VIRUS: AN UNCOMFORTABLE AND PAINFUL DEATH

Labour leader Richard Leonard – “many old people faced an absolutely unnecessarily uncomfortable and painful death”

Tragedy of Scotland’s care homes was ‘a predictable crisis’

Castleview and Crosslet care homes in Dumbarton, Labour leader Richard Leonard and First Minister Nicola Sturgeon.

By Bill Heaney

For the first two months of the pandemic, the Scottish Government was “in denial” and was too slow to take responsibility for protecting care home residents.

Labour leader Richard Leonard told the Scottish Parliament: “The lack of fair work that I referred to in the social care sector is part of a bigger problem, which has been identified today in a new report published by Common Weal.

“It calls the tragedy that we have seen in Scotland’s care homes a “predictable crisis”. It sets out how, over years, the Government has left responsibility for the provision of care services to private providers, while regulation and inspection regimes have been limited.

“Despite warnings from pandemic planning exercises of the weaknesses in social care, the Government did nothing, so that when the Covid-19 virus reached Scotland, we were badly unprepared.”

The Common Weal report goes on to suggest that, for the first two months of the pandemic, the Scottish Government was “in denial” and was too slow to take responsibility for protecting care home residents.

It concludes that, had the Government accepted responsibility at the beginning, “many lives would have been saved”, and that leaving the provision of care up to providers “almost certainly means many old people faced an absolutely unnecessarily uncomfortable and painful death.”

Mr Leonard added: “I accept that the report is difficult reading, but it requires a response. Residents and their families want answers. Care homes have not been given enough priority, and the consequences are devastating.

“Does the First Minister accept that the crisis in care homes was predictable? How will she ensure that, in the road map that she sets out tomorrow [Thursday], the well-being of care home residents is given the priority that it should always have had?

First Minister Nicola Sturgeon replied that the well-being of care home residents has always been a priority for the Scottish government – “and it always will be”.

She added: “The model of social care in Scotland has not fundamentally changed under this Government; it has been in place for a long, long time.

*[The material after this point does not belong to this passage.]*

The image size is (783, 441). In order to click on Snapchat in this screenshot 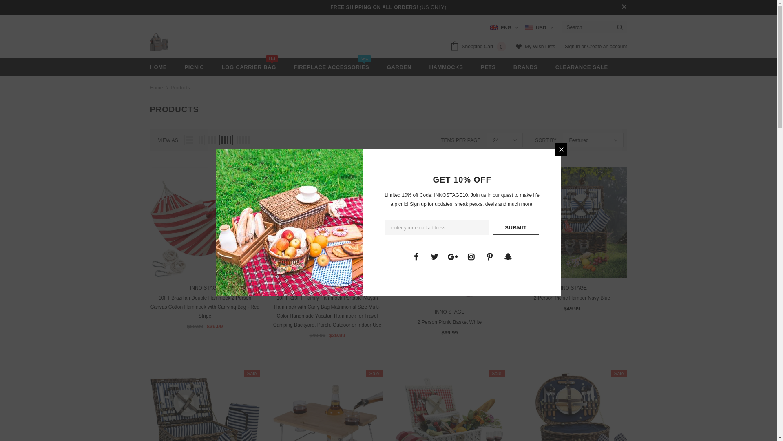, I will do `click(508, 256)`.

“There has to be further discussion and thinking that questions are now being raised about the appropriateness and fitness for purpose of that model in the long term, and I am sure that we will come back to those issues in due course as a Parliament and as a society.

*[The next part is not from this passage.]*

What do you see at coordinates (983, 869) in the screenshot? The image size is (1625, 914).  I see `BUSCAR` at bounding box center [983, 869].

“In the here and now, on the situation with the virus, we have been dealing and are continuing to deal, as are Governments across the world, with an evolving situation. Our knowledge of the virus, and its impacts and how it behaves, is developing all the time, so there will inevitably be areas where, if we had had the knowledge then that we have now, we may have taken different decisions.

“That will be an inevitable part of assessing how the crisis has been handled here and in other parts of the world.”

Ms Sturgeon told MSPs: “I hope that people accept and understand that, while it is the easiest thing in the world to apply hindsight now, we do not have the benefit of hindsight when we take those decisions—nobody does. In due course, there will be a systemic look at things that were done or not done, and the lessons that have been learned from that.

“We try to learn as we go along, but at every stage we take the decisions that we think are best, and we do so for the right reasons.

“That is why guidance was published in early March in respect of care homes in particular, telling people and providers what they should be doing as part of the management of care homes to prevent and control infection.

“We have extended testing as we have built capacity, and we have expanded it as our knowledge of the virus has developed.

“One aspect of the virus around which knowledge has developed and continues to do so is asymptomatic transmission, so we have had to adapt our response not just in care homes but more generally.

“I know that it is always tempting for people to say that this was predictable and that we should have known all of that, but we absolutely learn lessons as we go and ensure that we take the best decisions based on the best knowledge and understanding that we have at the time.”